Thursday 30 August 2012

Footprints in the Sand

'Time will heal' is one of the phrases I have heard most often as a bereaved child. It is also the most inaccurate. People frequently say it to me when I tell them about the accident, or if I am upset. I wish I knew how to explain to them that grief doesn't work like that, it is endless. Time doesn't heal grief, nothing can ever fill the void left by the death of a loved one. It never gets easier, the hole never shrinks but you learn to grow around it. You become strong enough to carry it with you. Not through bravery, but because there is nothing else.

Whilst grief is endless, it is not stationary. Slowly you pick your way through each memory, each lost dream and unfulfilled ambition. Taking each one in your hands, turn it over. Cry for it and scream for it. Grieve for it. And then you move on.

Forever is just an endlessness of 'nows', all strung together. What people who have never been bereaved don't realise is that you only move on in the 'now' that you currently occupy, that with each new stage of life there comes a new beginning to your loss.

And so you move on. And you grieve again, and search through your memories, and if onlys, and regrets. You build yourself up, and grow around the hole which consumes you. Gradually you learn to be strong enough to carry it with you. But then life moves on. It is strange because, despite the relentless pain it results in, I don't resent the cycle of grief. Each time I go through it, I find new glimmers of hope, new futures and horizons. I come back stronger, with more treasures and fragments of myself than I had before. Learning from the cycle teaches me the most powerful lessons I have learned in my life, and it gives me an insight into beautiful things. 

Grief is like the seashore. The tide comes back in and washes away your footprints, but it cannot wash away the knowledge that you were there. Each time new treasures wash up on the shore, and they are yours so long as you create the capacity to receive them. Some people find seashells or driftwood. But when I look in the manes of white horses, I am searching for pebbles.

Currently I am at the beginning of the cycle. Looking backwards I see nothing but my own awareness of the places that I have been. Before me lies a beach of the broken dreams of my sister. I no longer try to fix them, they are no less beautiful with the sunlight dancing across the sea water on their surface than they were in Louise's mind. Eventually I will reach the end of this one particular journey, and I know that the sunset at the other end will be breath taking. Beyond that there is a new beginning again, but I no longer fight it. There is no reason to be afraid of the blackness after the sun has gone down. Though the night may seem so very dark, we never doubt that the sun will rise again in the morning.

2 comments:

  1. As ever Sophie, you have an insight beyond your years! You are so right about so many things - I especially like the comment about bravery. People always tell me how brave I am, but bravery has nothing to do with it - I didn't choose this path, it chose me and I simply have to get on with it.xxx

    ReplyDelete
  2. Thank you for sharing your thoughts and feelings Sophie. I expect that there are many bereaved people both young and old who find your writing really resonates with their own experiences. Your writing is powerful honest and very moving. It really gives me pause for thought. You get to the very heart of what it is to be alive and to love.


DESCRIPTION OF THE TASK: Report how many lines in the entries below hold the word "label". Your answer is that number alone.

Items from a figure collection
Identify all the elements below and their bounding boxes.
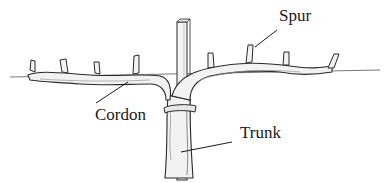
spur-label: Spur xyxy=(279,7,311,24)
spur-leader-line xyxy=(255,30,277,47)
left-cordon-arm xyxy=(28,72,171,100)
right-cordon-arm xyxy=(172,63,332,100)
cordon-label: Cordon xyxy=(95,106,146,123)
vine-illustration xyxy=(0,0,387,183)
vine-diagram: Spur Cordon Trunk xyxy=(0,0,387,183)
trunk-label: Trunk xyxy=(240,124,281,141)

EXPECTED OUTPUT: 3